Is it possible in robots.txt to give one instruction to multiple bots without repeatedly having to mention it?
Example:
User-agent: googlebot yahoobot microsoftbot
Disallow: /boringstuff/
Is it possible in robots.txt to give one instruction to multiple bots without repeatedly having to mention it?
Example:
User-agent: googlebot yahoobot microsoftbot
Disallow: /boringstuff/
Note: since this answer was originally written, Google's description has been substantially rewritten and no longer has any ambiguity on this topic. Moreover, there is finally a formal standard in the form of RFC 9309.
The conclusion below stands: there is a recognised way of grouping user agents, but you might wish to use the simplest format possible in case of unsophisticated crawlers.
Original answer follows.
It's actually pretty hard to give a definitive answer to this, as there isn't a very well-defined standard for robots.txt, and a lot of the documentation out there is vague or contradictory.
The description of the format understood by Google's bots is quite comprehensive, and includes this slightly garbled sentence:
Muiltiple start-of-group lines directly after each other will follow the group-member records following the final start-of-group line.
Which seems to be groping at something shown in the following example:
user-agent: e
user-agent: f
disallow: /g
According to the explanation below it, this constitutes a single "group", disallowing the same URL for two different User Agents.
So the correct syntax for what you want (with regards to any bot working the same way as Google's) would then be:
User-agent: googlebot
User-agent: yahoobot
User-agent: microsoftbot
Disallow: /boringstuff/
However, as Jim Mischel points out, there is no point in a robots.txt file which some bots will interpret correctly, but others may choke on, so it may be best to go with the "lowest common denominator" of repeating the blocks, perhaps by dynamically generating the file with a simple "recipe" and update script.
I think the original robots.txt specification defines it unambiguously: one User-agent
line can only have one value.
A record (aka. a block, a group) consists of lines. Each line has the form
<field>:<optionalspace><value><optionalspace>
User-agent
is a field. It’s value:
The value of this field is the name of the robot the record is describing access policy for.
It’s singular ("name of the robot"), not plural ("the names of the robots").
The robot should be liberal in interpreting this field. A case insensitive substring match of the name without version information is recommended.
If several values would be allowed, how could parsers possibly be liberal? Whichever the delimiting character would be (,
, ,
;
, …), it could be part of the robot name.

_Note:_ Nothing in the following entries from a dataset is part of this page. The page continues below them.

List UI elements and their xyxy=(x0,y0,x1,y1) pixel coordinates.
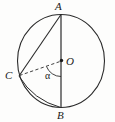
geometry-figure: A B C O α xyxy=(0,0,115,122)
point-label-a: A xyxy=(55,1,62,12)
center-point-dot xyxy=(60,59,63,62)
point-label-b: B xyxy=(57,110,64,121)
geometry-canvas xyxy=(0,0,115,122)
angle-label-alpha: α xyxy=(45,71,50,81)
segment-chord-ac xyxy=(19,15,61,77)
point-label-o: O xyxy=(66,56,74,67)
point-label-c: C xyxy=(5,70,12,81)
segment-radius-co xyxy=(20,62,61,76)
segment-chord-cb xyxy=(19,76,61,108)
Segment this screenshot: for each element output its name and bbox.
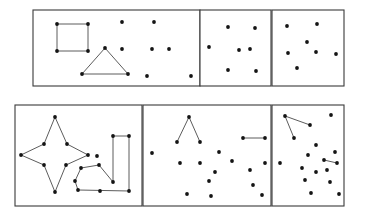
data-point-dot bbox=[237, 48, 241, 52]
data-point-dot bbox=[127, 134, 131, 138]
data-point-dot bbox=[178, 161, 182, 165]
data-point-dot bbox=[314, 143, 318, 147]
data-point-dot bbox=[111, 134, 115, 138]
data-point-dot bbox=[189, 74, 193, 78]
data-point-dot bbox=[292, 136, 296, 140]
data-point-dot bbox=[285, 24, 289, 28]
data-point-dot bbox=[150, 151, 154, 155]
data-point-dot bbox=[322, 158, 326, 162]
data-point-dot bbox=[209, 194, 213, 198]
panel-top-middle bbox=[200, 10, 271, 86]
data-point-dot bbox=[248, 168, 252, 172]
data-point-dot bbox=[305, 40, 309, 44]
data-point-dot bbox=[308, 123, 312, 127]
data-point-dot bbox=[120, 20, 124, 24]
panel-border-top-left bbox=[33, 10, 200, 86]
data-point-dot bbox=[306, 153, 310, 157]
data-point-dot bbox=[53, 190, 57, 194]
data-point-dot bbox=[230, 159, 234, 163]
panel-border-bottom-middle bbox=[143, 105, 271, 206]
data-point-dot bbox=[86, 49, 90, 53]
data-point-dot bbox=[80, 72, 84, 76]
data-point-dot bbox=[55, 49, 59, 53]
data-point-dot bbox=[263, 161, 267, 165]
data-point-dot bbox=[126, 72, 130, 76]
data-point-dot bbox=[329, 113, 333, 117]
data-point-dot bbox=[263, 136, 267, 140]
data-point-dot bbox=[53, 115, 57, 119]
data-point-dot bbox=[127, 189, 131, 193]
data-point-dot bbox=[328, 180, 332, 184]
panel-bottom-middle bbox=[143, 105, 271, 206]
data-point-dot bbox=[76, 188, 80, 192]
data-point-dot bbox=[207, 179, 211, 183]
figure-canvas bbox=[0, 0, 378, 224]
data-point-dot bbox=[120, 47, 124, 51]
data-point-dot bbox=[226, 68, 230, 72]
data-point-dot bbox=[19, 153, 23, 157]
data-point-dot bbox=[103, 46, 107, 50]
data-point-dot bbox=[315, 22, 319, 26]
data-point-dot bbox=[86, 22, 90, 26]
dot-pattern-figure bbox=[0, 0, 378, 224]
data-point-dot bbox=[241, 136, 245, 140]
data-point-dot bbox=[64, 163, 68, 167]
data-point-dot bbox=[314, 50, 318, 54]
data-point-dot bbox=[42, 142, 46, 146]
data-point-dot bbox=[152, 20, 156, 24]
panel-top-right bbox=[272, 10, 344, 86]
data-point-dot bbox=[167, 47, 171, 51]
data-point-dot bbox=[79, 166, 83, 170]
data-point-dot bbox=[283, 114, 287, 118]
data-point-dot bbox=[73, 179, 77, 183]
data-point-dot bbox=[185, 192, 189, 196]
data-point-dot bbox=[278, 161, 282, 165]
panel-bottom-right bbox=[272, 105, 344, 206]
panel-bottom-left bbox=[15, 105, 142, 206]
data-point-dot bbox=[95, 154, 99, 158]
panel-border-top-right bbox=[272, 10, 344, 86]
data-point-dot bbox=[198, 140, 202, 144]
data-point-dot bbox=[303, 178, 307, 182]
data-point-dot bbox=[198, 161, 202, 165]
data-point-dot bbox=[286, 51, 290, 55]
panel-top-left bbox=[33, 10, 200, 86]
data-point-dot bbox=[300, 166, 304, 170]
data-point-dot bbox=[309, 191, 313, 195]
data-point-dot bbox=[42, 163, 46, 167]
data-point-dot bbox=[98, 189, 102, 193]
data-point-dot bbox=[248, 47, 252, 51]
data-point-dot bbox=[145, 74, 149, 78]
data-point-dot bbox=[335, 161, 339, 165]
data-point-dot bbox=[337, 192, 341, 196]
data-point-dot bbox=[325, 168, 329, 172]
data-point-dot bbox=[86, 153, 90, 157]
data-point-dot bbox=[253, 26, 257, 30]
data-point-dot bbox=[97, 163, 101, 167]
data-point-dot bbox=[207, 45, 211, 49]
data-point-dot bbox=[213, 170, 217, 174]
data-point-dot bbox=[111, 180, 115, 184]
data-point-dot bbox=[217, 150, 221, 154]
data-point-dot bbox=[175, 140, 179, 144]
data-point-dot bbox=[333, 150, 337, 154]
data-point-dot bbox=[187, 115, 191, 119]
data-point-dot bbox=[251, 183, 255, 187]
data-point-dot bbox=[254, 69, 258, 73]
data-point-dot bbox=[260, 193, 264, 197]
data-point-dot bbox=[226, 25, 230, 29]
data-point-dot bbox=[295, 66, 299, 70]
data-point-dot bbox=[150, 47, 154, 51]
data-point-dot bbox=[65, 142, 69, 146]
panel-border-top-middle bbox=[200, 10, 271, 86]
data-point-dot bbox=[314, 170, 318, 174]
data-point-dot bbox=[55, 22, 59, 26]
data-point-dot bbox=[334, 52, 338, 56]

The record starts with one or more User-agent lines
Why should you use several User-agent
lines if you could provide several values in one line?
In addition:
Disallow
eitherSo instead of
User-agent: googlebot yahoobot microsoftbot
Disallow: /boringstuff/
you should use
User-agent: googlebot
User-agent: yahoobot
User-agent: microsoftbot
Disallow: /boringstuff/
or (probably safer, as you can’t be sure if all relevant parsers support the not so common way of having several User-agent
lines for a record)
User-agent: googlebot
Disallow: /boringstuff/
User-agent: yahoobot
Disallow: /boringstuff/
User-agent: microsoftbot
Disallow: /boringstuff/
(resp. of course User-agent: *
)
According to the original robots.txt exclusion protocol:
User-agent
The value of this field is the name of the robot the record is describing access policy for.
If more than one User-agent field is present the record describes an identical access policy for more than one robot. At least one field needs to be present per record.
The robot should be liberal in interpreting this field. A case insensitive substring match of the name without version information is recommended.
If the value is '*', the record describes the default access policy for any robot that has not matched any of the other records. It is not allowed to have multiple such records in the "/robots.txt" file.
I have never seen multiple bots listed in a single line. And it's likely that my web crawler would not have correctly handled such a thing. But according to the spec above, it should be legal.
Note also that even if Google were to support multiple user agents in a single directive, or the multiple user agents as described in IMSoP's answer (interesting find, by the way ... I didn't know that one), not all other crawlers will. You need to decide if you want to use the convenient syntax that very possibly only Google and Bing bots will support, or use the more cumbersome and simpler syntax that all polite bots support.
You have to put each bot on a different line.
As mentioned in the accepted answer, the safest approach is to add a new entry for each bot.